I'm using the current version of Hadoop, and running some TestDFSIO benchmarks (v. 1.8) to compare the cases where the default file system is HDFS versus the default file system is an S3 bucket (used via S3a).
When reading 100 x 1 MB files with default file system as S3a, I observe the number of max containers in YARN Web UI is less than the case for HDFS as default, and S3a is about 4 times slower.
When reading 1000 x 10 KB files with default file system as S3a, I observe the number of max containers in YARN Web UI is at least 10 times less than the case for HDFS as default, and S3a is about 16 times slower. (E.g. 50 seconds of test execution time with HDFS default, versus 16 minutes of test execution time with S3a default.)
The number of Launched Map Tasks is as expected in each case, there's no difference with respect to that. But why is YARN creating at least 10 times less number of containers (e.g. 117 on HDFS versus 8 on S3a)? How does YARN decide to create how many number of containers when the cluster's vcores, RAM, and the job's input splits, and launched map tasks are the same; and only the storage back-end is different?
It might be of course fine to expect a performance difference between HDFS versus Amazon S3 (via S3a) when running the same TestDFSIO jobs, what I'm after is understanding how YARN is deciding the number of max containers it launches during those jobs, where only the default file system is changed, because currently, it is like, when the default file system is S3a, YARN is almost not using 90% of the parallelism (which it normally does when the default file system is HDFS).
The cluster is a 15-node cluster, with 1 NameNode, 1 ResourceManager (YARN), and 13 DataNodes (worker nodes). Each node has 128 GB RAM, and 48-core CPU. This is a dedicated testing cluster: during TestDFSIO test runs, nothing else runs on the cluster.
For HDFS, the dfs.blocksize
is 256m
, and it uses 4 HDDs (dfs.datanode.data.dir
is set to file:///mnt/hadoopData1,file:///mnt/hadoopData2,file:///mnt/hadoopData3,file:///mnt/hadoopData4
).
For S3a, fs.s3a.block.size
is set to 268435456
, that is 256m, same as HDFS default block size.
The Hadoop tmp directory is on an SSD (by setting hadoop.tmp.dir
to /mnt/ssd1/tmp
in core-site.xml
, and also setting mapreduce.cluster.local.dir
to /mnt/ssd1/mapred/local
in mapred-site.xml
)
The performance difference (default HDFS, versus default set to S3a) is summarized below:
TestDFSIO v. 1.8 (READ)
fs.default.name # of Files x Size of File Launched Map Tasks Max # of containers observed in YARN Web UI Test exec time sec
============================= ========================= ================== =========================================== ==================
hdfs://hadoop1:9000 100 x 1 MB 100 117 19
hdfs://hadoop1:9000 1000 x 10 KB 1000 117 56
s3a://emre-hadoop-test-bucket 100 x 1 MB 100 60 78
s3a://emre-hadoop-test-bucket 1000 x 10 KB 1000 8 1012
YARN is a generic job scheduling framework and HDFS is a storage framework. YARN in a nut shell has a master(Resource Manager) and workers(Node manager), The resource manager creates containers on workers to execute MapReduce jobs, spark jobs etc.
MapReduce requests three different kinds of containers from YARN: the application master container, map containers, and reduce containers. For each container type, there is a corresponding set of properties that can be used to set the resources requested.
YARN allows the data stored in HDFS (Hadoop Distributed File System) to be processed and run by various data processing engines such as batch processing, stream processing, interactive processing, graph processing and many more. Thus the efficiency of the system is increased with the use of YARN.
Container represents an allocated resource in the cluster. The ResourceManager is the sole authority to allocate any Container to applications. The allocated Container is always on a single node and has a unique ContainerId . It has a specific amount of Resource allocated.
Long story short, one of the important criteria YARN uses to decide how many containers to create is based on data locality. When using a non-HDFS file system, such as S3a to connect to Amazon S3, or another S3-compatible object store, it is the responsibility of the file system to give information about the data locality because in such a case, none of the data is local to a node, each node needs to retrieve the data from the network, or, from another perspective, each node has the same data locality.
The previous paragraph explains the container creation behavior I've observed when running Hadoop MapReduce jobs against Amazon S3, using S3a file system. In order to fix the issue, I've started to work on a patch, and the development will be tracked via HADOOP-12878.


#### Your task
Retype all of the data exactly as given.
**********
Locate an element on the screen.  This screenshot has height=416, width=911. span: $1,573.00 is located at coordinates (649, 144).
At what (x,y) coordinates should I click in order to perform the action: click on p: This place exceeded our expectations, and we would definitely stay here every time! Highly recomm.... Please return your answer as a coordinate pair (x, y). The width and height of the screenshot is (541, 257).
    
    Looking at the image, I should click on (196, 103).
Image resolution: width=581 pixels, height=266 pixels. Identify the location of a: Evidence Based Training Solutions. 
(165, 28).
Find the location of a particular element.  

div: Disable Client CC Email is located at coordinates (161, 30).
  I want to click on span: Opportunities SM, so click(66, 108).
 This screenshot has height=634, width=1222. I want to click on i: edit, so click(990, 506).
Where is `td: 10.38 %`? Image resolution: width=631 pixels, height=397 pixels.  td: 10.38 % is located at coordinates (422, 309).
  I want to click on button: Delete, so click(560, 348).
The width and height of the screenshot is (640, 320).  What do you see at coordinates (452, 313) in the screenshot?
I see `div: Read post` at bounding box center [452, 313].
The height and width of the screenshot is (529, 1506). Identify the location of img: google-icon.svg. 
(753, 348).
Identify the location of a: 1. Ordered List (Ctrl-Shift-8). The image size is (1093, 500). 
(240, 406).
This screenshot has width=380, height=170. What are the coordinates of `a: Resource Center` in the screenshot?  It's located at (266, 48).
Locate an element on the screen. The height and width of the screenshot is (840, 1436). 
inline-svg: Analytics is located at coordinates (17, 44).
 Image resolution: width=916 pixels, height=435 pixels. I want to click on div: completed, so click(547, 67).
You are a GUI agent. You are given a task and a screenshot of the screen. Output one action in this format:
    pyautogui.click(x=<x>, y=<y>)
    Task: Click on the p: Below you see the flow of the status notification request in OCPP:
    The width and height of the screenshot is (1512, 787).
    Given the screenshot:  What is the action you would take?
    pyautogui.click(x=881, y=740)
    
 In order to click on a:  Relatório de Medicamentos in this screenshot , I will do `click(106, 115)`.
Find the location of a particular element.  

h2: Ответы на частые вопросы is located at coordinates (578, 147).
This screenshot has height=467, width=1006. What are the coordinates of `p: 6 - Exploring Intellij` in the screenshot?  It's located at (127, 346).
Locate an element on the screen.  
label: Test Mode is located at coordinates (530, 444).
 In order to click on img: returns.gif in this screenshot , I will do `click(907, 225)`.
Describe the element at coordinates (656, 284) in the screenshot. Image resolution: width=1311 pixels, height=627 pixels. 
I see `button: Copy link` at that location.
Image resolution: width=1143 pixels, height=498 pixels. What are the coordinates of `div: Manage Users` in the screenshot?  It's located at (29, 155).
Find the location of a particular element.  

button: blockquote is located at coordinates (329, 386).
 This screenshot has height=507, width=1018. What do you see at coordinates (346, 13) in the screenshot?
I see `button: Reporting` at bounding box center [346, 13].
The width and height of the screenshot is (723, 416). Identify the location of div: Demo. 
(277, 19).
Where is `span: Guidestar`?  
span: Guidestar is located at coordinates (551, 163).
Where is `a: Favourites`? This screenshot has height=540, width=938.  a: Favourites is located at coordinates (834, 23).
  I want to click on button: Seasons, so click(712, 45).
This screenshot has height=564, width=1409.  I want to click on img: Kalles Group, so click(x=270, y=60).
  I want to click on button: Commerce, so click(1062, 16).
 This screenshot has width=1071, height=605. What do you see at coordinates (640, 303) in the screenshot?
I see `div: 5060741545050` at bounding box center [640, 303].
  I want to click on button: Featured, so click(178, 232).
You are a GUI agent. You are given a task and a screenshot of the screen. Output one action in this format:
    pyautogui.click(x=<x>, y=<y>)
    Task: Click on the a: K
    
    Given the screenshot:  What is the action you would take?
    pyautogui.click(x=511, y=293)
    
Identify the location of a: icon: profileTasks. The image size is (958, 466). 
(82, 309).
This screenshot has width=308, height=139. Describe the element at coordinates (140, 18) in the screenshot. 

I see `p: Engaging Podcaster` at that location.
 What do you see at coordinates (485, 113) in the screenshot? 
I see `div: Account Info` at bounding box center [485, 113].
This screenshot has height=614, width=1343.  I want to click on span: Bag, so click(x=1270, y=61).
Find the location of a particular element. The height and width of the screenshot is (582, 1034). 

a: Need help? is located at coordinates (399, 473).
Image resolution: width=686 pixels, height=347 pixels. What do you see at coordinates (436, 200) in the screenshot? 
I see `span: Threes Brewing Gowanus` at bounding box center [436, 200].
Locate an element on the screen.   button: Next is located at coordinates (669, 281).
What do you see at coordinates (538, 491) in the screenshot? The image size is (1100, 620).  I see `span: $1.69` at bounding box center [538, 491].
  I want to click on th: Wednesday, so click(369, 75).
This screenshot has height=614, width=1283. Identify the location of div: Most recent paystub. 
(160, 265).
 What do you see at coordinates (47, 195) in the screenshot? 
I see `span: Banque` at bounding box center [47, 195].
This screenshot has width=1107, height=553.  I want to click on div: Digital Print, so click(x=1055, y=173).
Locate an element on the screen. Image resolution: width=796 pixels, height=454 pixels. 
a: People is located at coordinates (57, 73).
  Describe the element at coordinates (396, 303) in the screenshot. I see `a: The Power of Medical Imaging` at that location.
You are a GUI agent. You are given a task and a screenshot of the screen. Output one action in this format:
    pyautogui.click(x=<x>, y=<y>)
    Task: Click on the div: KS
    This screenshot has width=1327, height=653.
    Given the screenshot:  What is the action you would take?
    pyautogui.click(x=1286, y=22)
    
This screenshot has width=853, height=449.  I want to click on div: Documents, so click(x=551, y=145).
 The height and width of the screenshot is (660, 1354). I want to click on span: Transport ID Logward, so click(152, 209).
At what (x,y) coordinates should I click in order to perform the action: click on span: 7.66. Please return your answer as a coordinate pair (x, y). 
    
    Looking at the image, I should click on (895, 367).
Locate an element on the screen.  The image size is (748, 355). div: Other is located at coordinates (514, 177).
**********
#### Written response
Locate an element on the screen.  This screenshot has height=416, width=911. span: $1,573.00 is located at coordinates (649, 144).
At what (x,y) coordinates should I click in order to perform the action: click on p: This place exceeded our expectations, and we would definitely stay here every time! Highly recomm.... Please return your answer as a coordinate pair (x, y). The width and height of the screenshot is (541, 257).
    
    Looking at the image, I should click on (196, 103).
Image resolution: width=581 pixels, height=266 pixels. Identify the location of a: Evidence Based Training Solutions. 
(165, 28).
Find the location of a particular element.  

div: Disable Client CC Email is located at coordinates (161, 30).
  I want to click on span: Opportunities SM, so click(66, 108).
 This screenshot has height=634, width=1222. I want to click on i: edit, so click(990, 506).
Where is `td: 10.38 %`? Image resolution: width=631 pixels, height=397 pixels.  td: 10.38 % is located at coordinates (422, 309).
  I want to click on button: Delete, so click(560, 348).
The width and height of the screenshot is (640, 320).  What do you see at coordinates (452, 313) in the screenshot?
I see `div: Read post` at bounding box center [452, 313].
The height and width of the screenshot is (529, 1506). Identify the location of img: google-icon.svg. 
(753, 348).
Identify the location of a: 1. Ordered List (Ctrl-Shift-8). The image size is (1093, 500). 
(240, 406).
This screenshot has width=380, height=170. What are the coordinates of `a: Resource Center` in the screenshot?  It's located at (266, 48).
Locate an element on the screen. The height and width of the screenshot is (840, 1436). 
inline-svg: Analytics is located at coordinates (17, 44).
 Image resolution: width=916 pixels, height=435 pixels. I want to click on div: completed, so click(547, 67).
You are a GUI agent. You are given a task and a screenshot of the screen. Output one action in this format:
    pyautogui.click(x=<x>, y=<y>)
    Task: Click on the p: Below you see the flow of the status notification request in OCPP:
    The width and height of the screenshot is (1512, 787).
    Given the screenshot:  What is the action you would take?
    pyautogui.click(x=881, y=740)
    
 In order to click on a:  Relatório de Medicamentos in this screenshot , I will do `click(106, 115)`.
Find the location of a particular element.  

h2: Ответы на частые вопросы is located at coordinates (578, 147).
This screenshot has height=467, width=1006. What are the coordinates of `p: 6 - Exploring Intellij` in the screenshot?  It's located at (127, 346).
Locate an element on the screen.  
label: Test Mode is located at coordinates (530, 444).
 In order to click on img: returns.gif in this screenshot , I will do `click(907, 225)`.
Describe the element at coordinates (656, 284) in the screenshot. Image resolution: width=1311 pixels, height=627 pixels. 
I see `button: Copy link` at that location.
Image resolution: width=1143 pixels, height=498 pixels. What are the coordinates of `div: Manage Users` in the screenshot?  It's located at (29, 155).
Find the location of a particular element.  

button: blockquote is located at coordinates (329, 386).
 This screenshot has height=507, width=1018. What do you see at coordinates (346, 13) in the screenshot?
I see `button: Reporting` at bounding box center [346, 13].
The width and height of the screenshot is (723, 416). Identify the location of div: Demo. 
(277, 19).
Where is `span: Guidestar`?  
span: Guidestar is located at coordinates (551, 163).
Where is `a: Favourites`? This screenshot has height=540, width=938.  a: Favourites is located at coordinates (834, 23).
  I want to click on button: Seasons, so click(712, 45).
This screenshot has height=564, width=1409.  I want to click on img: Kalles Group, so click(x=270, y=60).
  I want to click on button: Commerce, so click(1062, 16).
 This screenshot has width=1071, height=605. What do you see at coordinates (640, 303) in the screenshot?
I see `div: 5060741545050` at bounding box center [640, 303].
  I want to click on button: Featured, so click(178, 232).
You are a GUI agent. You are given a task and a screenshot of the screen. Output one action in this format:
    pyautogui.click(x=<x>, y=<y>)
    Task: Click on the a: K
    
    Given the screenshot:  What is the action you would take?
    pyautogui.click(x=511, y=293)
    
Identify the location of a: icon: profileTasks. The image size is (958, 466). 
(82, 309).
This screenshot has width=308, height=139. Describe the element at coordinates (140, 18) in the screenshot. 

I see `p: Engaging Podcaster` at that location.
 What do you see at coordinates (485, 113) in the screenshot? 
I see `div: Account Info` at bounding box center [485, 113].
This screenshot has height=614, width=1343.  I want to click on span: Bag, so click(x=1270, y=61).
Find the location of a particular element. The height and width of the screenshot is (582, 1034). 

a: Need help? is located at coordinates (399, 473).
Image resolution: width=686 pixels, height=347 pixels. What do you see at coordinates (436, 200) in the screenshot? 
I see `span: Threes Brewing Gowanus` at bounding box center [436, 200].
Locate an element on the screen.   button: Next is located at coordinates (669, 281).
What do you see at coordinates (538, 491) in the screenshot? The image size is (1100, 620).  I see `span: $1.69` at bounding box center [538, 491].
  I want to click on th: Wednesday, so click(369, 75).
This screenshot has height=614, width=1283. Identify the location of div: Most recent paystub. 
(160, 265).
 What do you see at coordinates (47, 195) in the screenshot? 
I see `span: Banque` at bounding box center [47, 195].
This screenshot has width=1107, height=553.  I want to click on div: Digital Print, so click(x=1055, y=173).
Locate an element on the screen. Image resolution: width=796 pixels, height=454 pixels. 
a: People is located at coordinates (57, 73).
  Describe the element at coordinates (396, 303) in the screenshot. I see `a: The Power of Medical Imaging` at that location.
You are a GUI agent. You are given a task and a screenshot of the screen. Output one action in this format:
    pyautogui.click(x=<x>, y=<y>)
    Task: Click on the div: KS
    This screenshot has width=1327, height=653.
    Given the screenshot:  What is the action you would take?
    pyautogui.click(x=1286, y=22)
    
This screenshot has width=853, height=449.  I want to click on div: Documents, so click(x=551, y=145).
 The height and width of the screenshot is (660, 1354). I want to click on span: Transport ID Logward, so click(152, 209).
At what (x,y) coordinates should I click in order to perform the action: click on span: 7.66. Please return your answer as a coordinate pair (x, y). 
    
    Looking at the image, I should click on (895, 367).
Locate an element on the screen.  The image size is (748, 355). div: Other is located at coordinates (514, 177).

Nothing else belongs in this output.